When the Spanish-American War broke out, Goodfellow left Tucson to join the staff of his friend, General William R. Shafter. Dr. Goodfellow spoke better Spanish than any of the General's official interpreters and was soon acting as an envoy. After the battles of San Juan and El Caney on July 3, 1898, the Americans were facing heavy gunfire from the Spanish forces in Santiago de Cuba. The heat was intense, a violent tropical storm was brewing, and malaria, yellow fever, and typhoid were depleting the American lines. Time and again, blindfolded and under a flag of truce, Goodfellow was ledinto the Spanish camp to negotiate. When the Spanish General Torrel finally surrendered, Goodfellow was credited with talking him into it. The doctor remarked later that never before had liquor been used for a better or more therapeutic purpose.
On February 20, 1900, Goodfellow was cited for his performance in Cuba: In July 1898 Dr. G. E. Goodfellow, civilian and volunteer aid to General William R. Shafter, for especially meritorious services, professional and military during the campaign in Cuba.
The beauty of the citation is its simplicity. They were rare in those days; it was years before anyone else on Shafter's staff received one.

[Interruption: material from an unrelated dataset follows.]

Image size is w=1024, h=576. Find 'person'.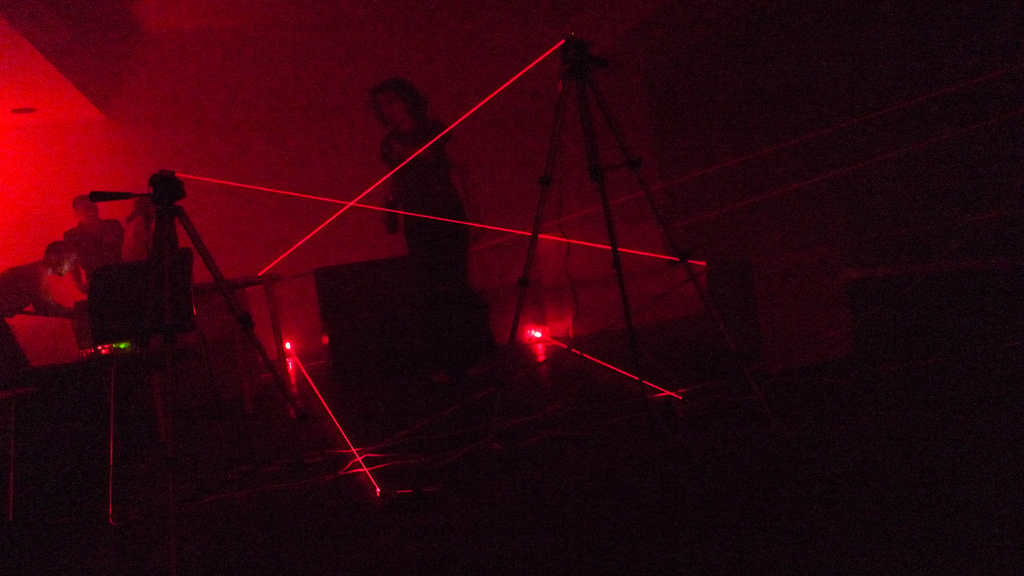
(0, 237, 86, 346).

After the war Goodfellow settled in San Francisco and devoted himself to prostatectomy. He made a “triumphant” tour of the country, demonstrating his operation at medical schools. Dr. Goodfellow was working on a series of articles on prostatectomy, and had nearly completed his account of the Spanish-American War, when his papers were destroyed in the fire that followed the San Francisco earthquake in 1906. Dr. Goodfellow lost everything but his collection of Oriental rugs. He had loaned them to Enrico Caruso, whom he met at the St. Francis Hotel, to use in a production of the Metropolitan Opera Company.
At the time of the earthquake, Goodfellow and three of his friends owned a building on the corner of Market and Gough Streets. When they learned the building had been destroyed, Goodfellow's friends left town, leaving him legally responsible for the damages. The settlement wiped out his savings and left him a weary man. “We soon become tired of everything in life,” he wrote. “Riches fatigue the possessor, ambition when satisfied leaves only remorse behind; the joys of love are but transient joys.” He was a bitter man when he left San Francisco in 1907 to accept a position as chief surgeon for the Southern Pacific Railroad in Guaymas, Sonora. The following year he developed a case of multiple neuritis that caused him great pain. His condition steadily deteriorated. No longer able to practice, he resigned and moved to Los Angeles.